The meeting itself was not framed as a formal policy negotiation. Still, the subjects discussed reveal where regulators and testing laboratories increasingly expect pressure points to emerge.
Popov indicated that GLI showed particular interest in how Bulgarian authorities are approaching gambling products that incorporate artificial intelligence elements. Conversations also moved into virtual sports and esports betting, two categories that continue to expand faster than many regulatory systems were originally designed to handle.
The NRA appears to be using the discussions as part technical exchange, part relationship-building exercise. Popov described the talks as constructive and centered on establishing clearer interaction between the regulator and GLI regarding software and gaming equipment submitted for approval by licensed operators.

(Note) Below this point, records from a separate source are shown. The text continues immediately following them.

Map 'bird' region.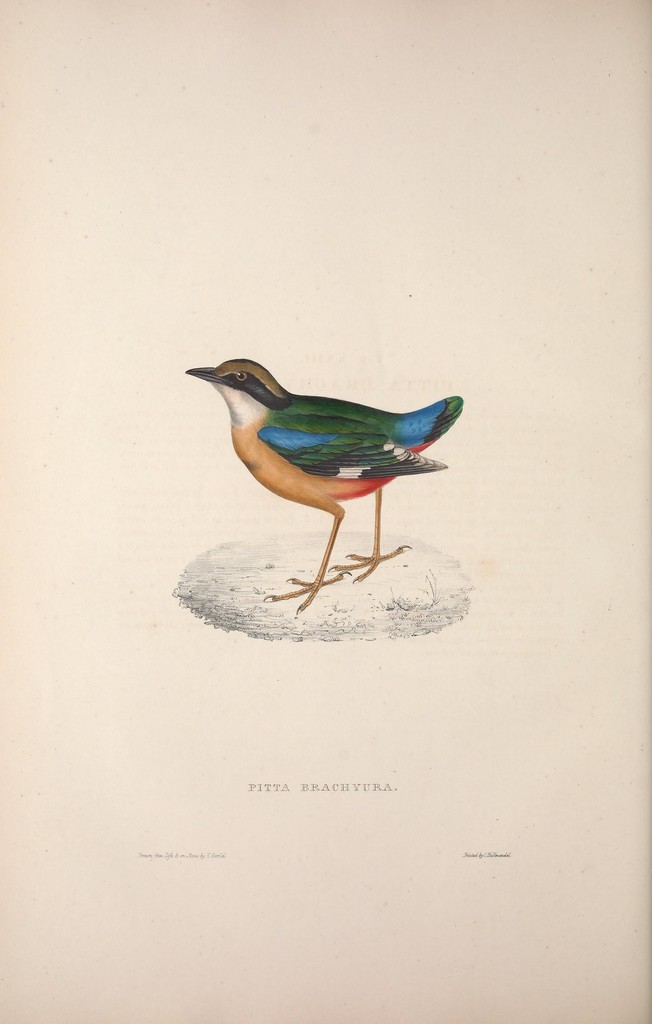
Mapped to (x1=180, y1=354, x2=468, y2=620).
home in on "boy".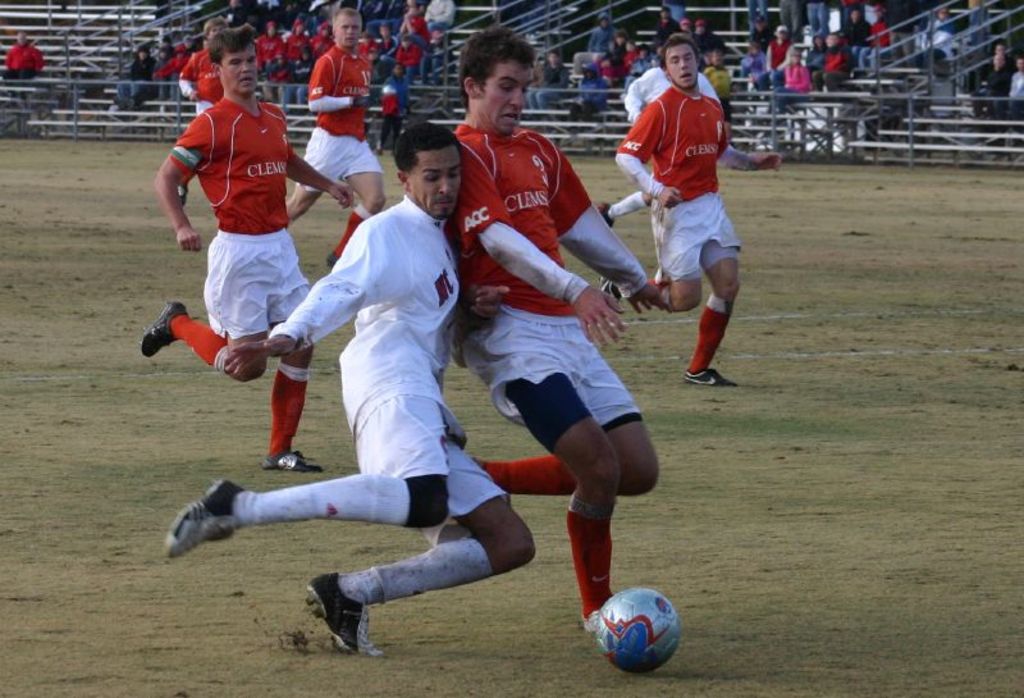
Homed in at Rect(170, 123, 535, 654).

AI, Virtual Sports and the Next Regulatory Test
That matters because GLI sits in a highly influential position inside the global gambling ecosystem. The company certifies gaming systems, software, and equipment across dozens of jurisdictions, meaning its conversations with regulators often shape how technical standards evolve long before formal legislation catches up.
Zavarise later characterized the Sofia discussions as focused on making regulation more practical and future-ready, particularly as gambling technology changes at a pace many governments struggle to match. The emphasis from GLI’s side appears to be on maintaining ongoing dialogue rather than relying solely on static compliance frameworks.

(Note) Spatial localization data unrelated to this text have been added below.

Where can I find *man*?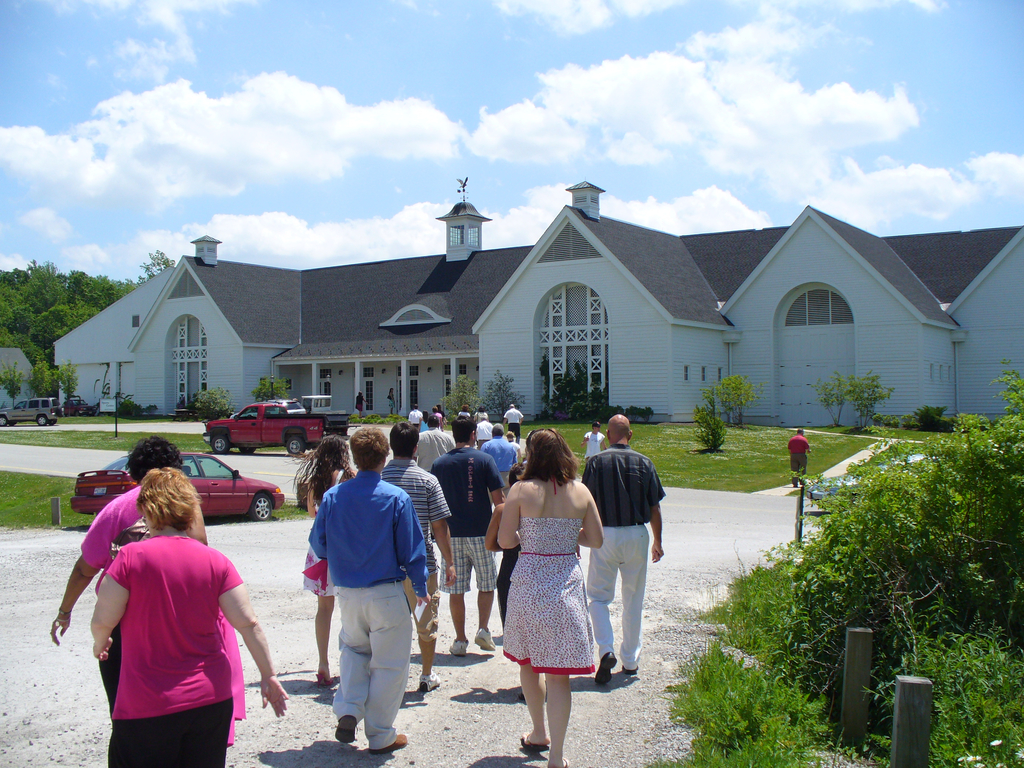
You can find it at bbox(307, 422, 432, 753).
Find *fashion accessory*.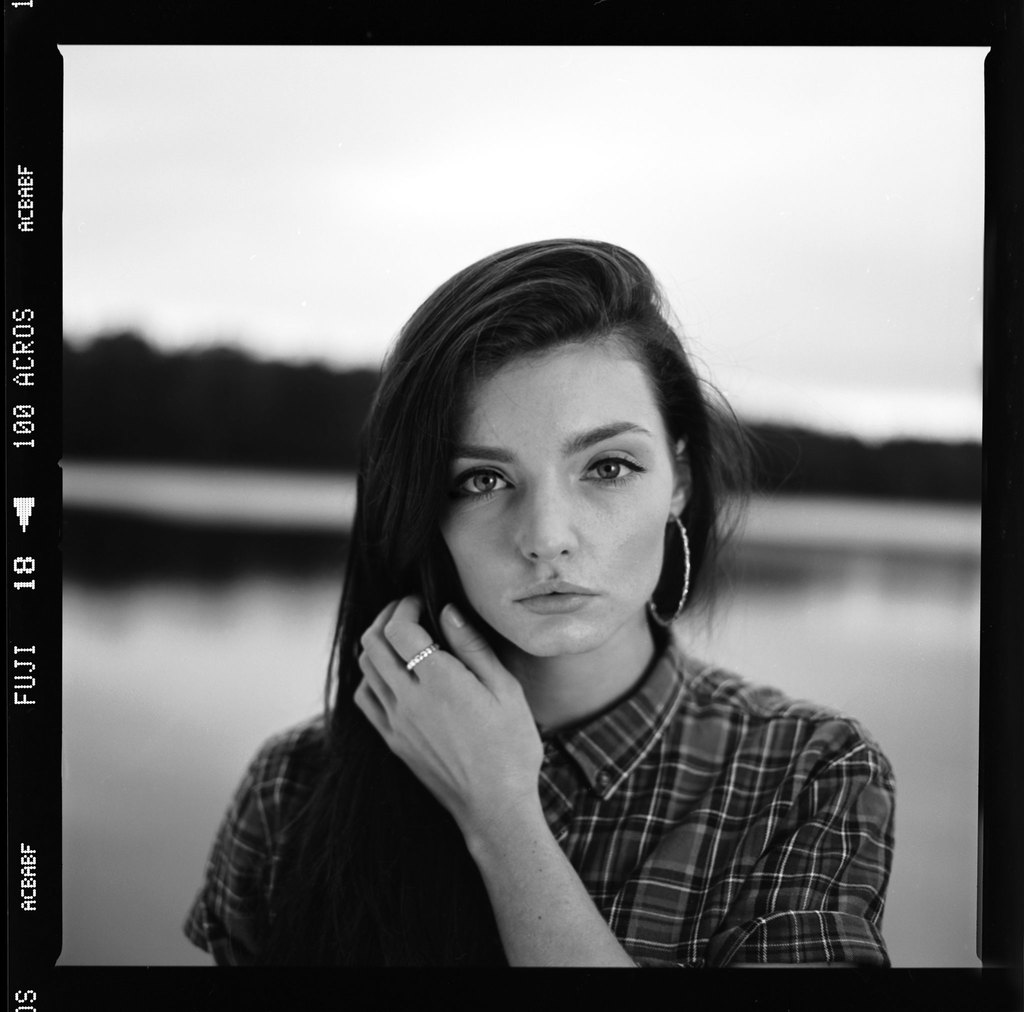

Bulgaria is entering that conversation during a politically unsettled period.
The country recently emerged from another snap election cycle, producing a strong victory for the center-left coalition linked to President and Prime Minister Rumen Radev. Across Eastern Europe, gambling regulation has increasingly become entangled with populist politics, tax debates, and public pressure campaigns around addiction and consumer protection.

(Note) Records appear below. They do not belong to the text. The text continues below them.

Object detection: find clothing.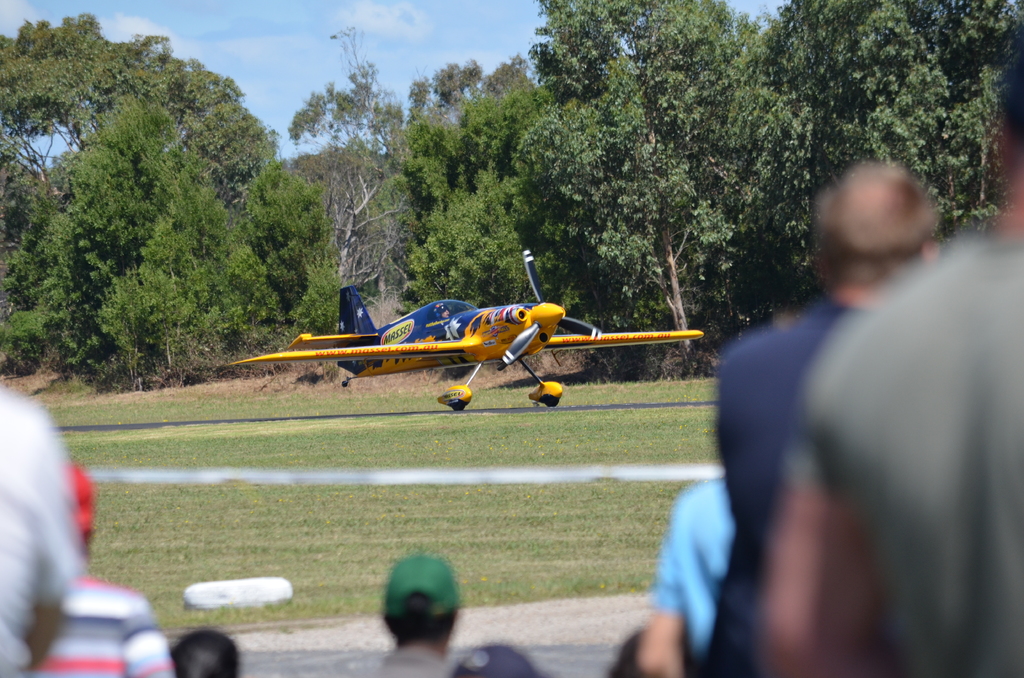
region(32, 570, 171, 677).
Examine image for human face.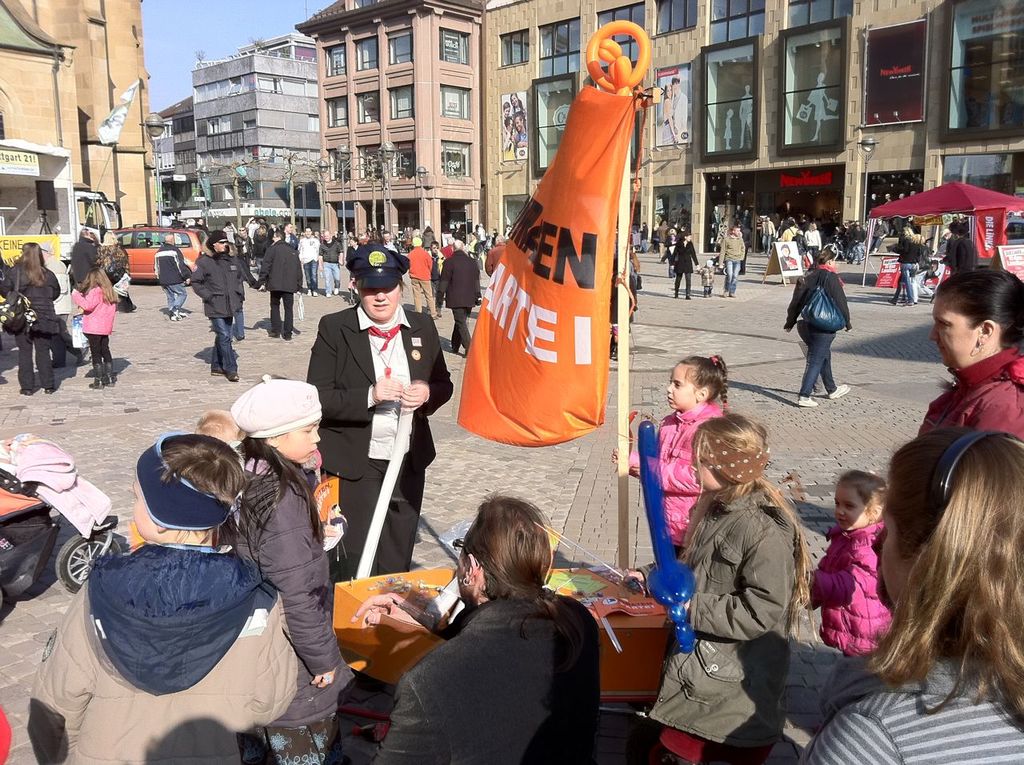
Examination result: (left=842, top=474, right=866, bottom=528).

Industry groups in Bulgaria are already preparing for possible legislative initiatives from the incoming administration.
Milen Totev, chairman of the Association of Organisers of Gambling Games and Activities in Bulgaria, has argued that major policy changes should involve consultation between operators, regulators, and technical experts rather than being pushed through politically. The association’s position reflects a recurring concern inside regulated gambling markets: governments often seek tighter controls while simultaneously relying on gambling tax revenues as a stable source of income.
That tension becomes sharper when regulators begin confronting newer betting formats.
Virtual sports products, for example, can blur distinctions between traditional sports wagering and automated gaming systems. AI-enhanced products raise another layer of uncertainty, particularly around personalization, player behavior analysis, and automated game mechanics. In many jurisdictions, regulators are still trying to determine whether existing licensing structures adequately cover those technologies or whether entirely new rulebooks will eventually be needed.
For now, the Sofia meeting appears less about immediate rule changes and more about opening a direct line between Bulgaria’s regulator and one of the gambling industry’s most influential technical certification firms. But the choice of topics suggests the next phase of gambling oversight in Europe may be shaped as much by software architecture and machine-learning systems as by traditional betting law.